ItcheSrulikMemberIf you keep busy it isn’t so hard. I was in yeshiva then studying then cooking then studying then helping bring stuff to the shul then studying and oh did I mention studying the whole erev shabbos so I wasn’t in the CR much except when studying involved being online.
ItcheSrulikMemberIn BP, shomrei shabbos. Just hang out outside and ask; it’s known as a ride gemach as well as a minyan factory. In flatbush, R’ Landau’s. THere is a sign up sheet in the lobby where people offering rides and people needing rides post their contact info and the date/time they’re going.
ItcheSrulikMemberA vort from the heilige Rabbeinu Isser Mendel Shmaya Osher Tennenbaum (RIMSHO”T):
Q: Why do we go collecting on Purim night when it isn’t part of the mitzvos hayom?
A: Because many people have trouble reaching the madreiga of ad d’lo yada, and some even think that there is no mitzva to get drunk rachmana litzlan. So the yeshivos provide a service by sending bochurim around to harass the baalebatim at late hours and drive them to drink! 😉
ItcheSrulikMember…sukka yeshana psula and all pesach cleaning would be done on b’dikas chometz night.

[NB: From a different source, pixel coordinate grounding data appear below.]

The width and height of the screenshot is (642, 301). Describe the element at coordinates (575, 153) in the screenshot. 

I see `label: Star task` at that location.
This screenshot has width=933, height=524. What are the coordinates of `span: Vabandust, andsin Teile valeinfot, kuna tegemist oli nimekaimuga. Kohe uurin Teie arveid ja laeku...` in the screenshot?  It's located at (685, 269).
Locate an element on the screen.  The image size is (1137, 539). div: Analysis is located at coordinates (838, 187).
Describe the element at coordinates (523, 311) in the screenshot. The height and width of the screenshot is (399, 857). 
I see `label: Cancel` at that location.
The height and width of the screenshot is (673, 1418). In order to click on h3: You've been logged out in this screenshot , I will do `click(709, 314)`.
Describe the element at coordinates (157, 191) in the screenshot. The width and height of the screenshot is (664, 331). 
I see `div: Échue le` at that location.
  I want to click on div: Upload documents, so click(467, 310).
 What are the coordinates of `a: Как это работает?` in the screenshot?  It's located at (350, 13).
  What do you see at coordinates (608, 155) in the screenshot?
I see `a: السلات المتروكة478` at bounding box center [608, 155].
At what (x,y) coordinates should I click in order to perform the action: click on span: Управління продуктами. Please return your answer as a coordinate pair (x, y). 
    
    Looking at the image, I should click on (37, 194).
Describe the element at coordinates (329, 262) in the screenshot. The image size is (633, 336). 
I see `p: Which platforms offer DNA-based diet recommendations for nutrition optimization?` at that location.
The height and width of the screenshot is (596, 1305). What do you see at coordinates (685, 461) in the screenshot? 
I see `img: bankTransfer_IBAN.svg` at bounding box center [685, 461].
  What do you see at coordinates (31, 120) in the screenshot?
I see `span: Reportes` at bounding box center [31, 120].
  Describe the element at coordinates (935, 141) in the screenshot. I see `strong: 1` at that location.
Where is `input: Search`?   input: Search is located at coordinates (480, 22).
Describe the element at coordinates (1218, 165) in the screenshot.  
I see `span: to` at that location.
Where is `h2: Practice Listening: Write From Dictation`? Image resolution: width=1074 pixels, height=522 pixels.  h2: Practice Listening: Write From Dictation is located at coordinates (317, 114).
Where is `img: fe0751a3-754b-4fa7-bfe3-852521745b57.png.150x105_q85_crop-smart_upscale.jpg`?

In my house we don’t start until after purim.
March 6, 2011 12:53 am at 12:53 am in reply to: New CRC starbucks decision, and I will be there on sunday. #746975ItcheSrulikMemberDaas: I think he meant definition 1.
ItcheSrulikMemberLipa made a pretty good song out of that phenomenon.
ItcheSrulikMemberThis has been going on for quite a while now. Please limit your posts to the discussion at hand and not to what you think about moderators.
ItcheSrulikMemberAh freilechen purim.
ItcheSrulikMemberWhile I am not a talmid of Rav Aviner, I know someone who learned in Ateret Yerushalayim and I can ask him.
ItcheSrulikMemberPart of the reason is that people often mistake the majority in decibels for the majority in numbers. They think that all Breslovers are nanachs. The other part of it is that there was a lot of opposition to Rabbi Nachman’s work due to the content.
ItcheSrulikMemberZeeskite, which is better? A college shaigetz who learns 3-5 hours a day or a yeshiva shaigetz who doesn’t?
ItcheSrulikMemberI’m a guy who left yeshiva and went to college to become a better yid.
ItcheSrulikMemberIt’s back up near the top now.
ItcheSrulikMemberMod-80: chabad.org has the moznaim translation of the Yad on line. Here is the link to the chapter gavra quoted:
http://www.chabad.org/library/article_cdo/aid/968259/jewish/Chapter-3.htm
BTW, while we’re on the issue of kashrus of cheese, some of the more learned members might be able to clear something up. Until relatively recently, all cheese was made with animal based rennet, including kosher cheese. All rishonim and acharonim paskened that rennet was muttar because it was broken down to the point that it was no longer meat and hence not subject to basar b’chalav (I seem to recall seeing this inside in yoreh deah 87 somewhere but I could be wrong). If so, why do kosher cheeses now use only vegetable rennet?
ItcheSrulikMemberSo, anyone have an answer to my question? Preferably with mareh mekomos (mar’ey makom? daykanim, help) so I can look it up?
ItcheSrulikMemberhello and pba: what about if only a carapace (a piece of the fly’s wing) falls in? They are almost transparent. Do we say that theoretically it can be removed? Or do we say that it can’t be seen? Just talking off the top of my head I would say that something that thin would dissolve anyway, but I wouldn’t give the food to somebody based on that svara. What do you think?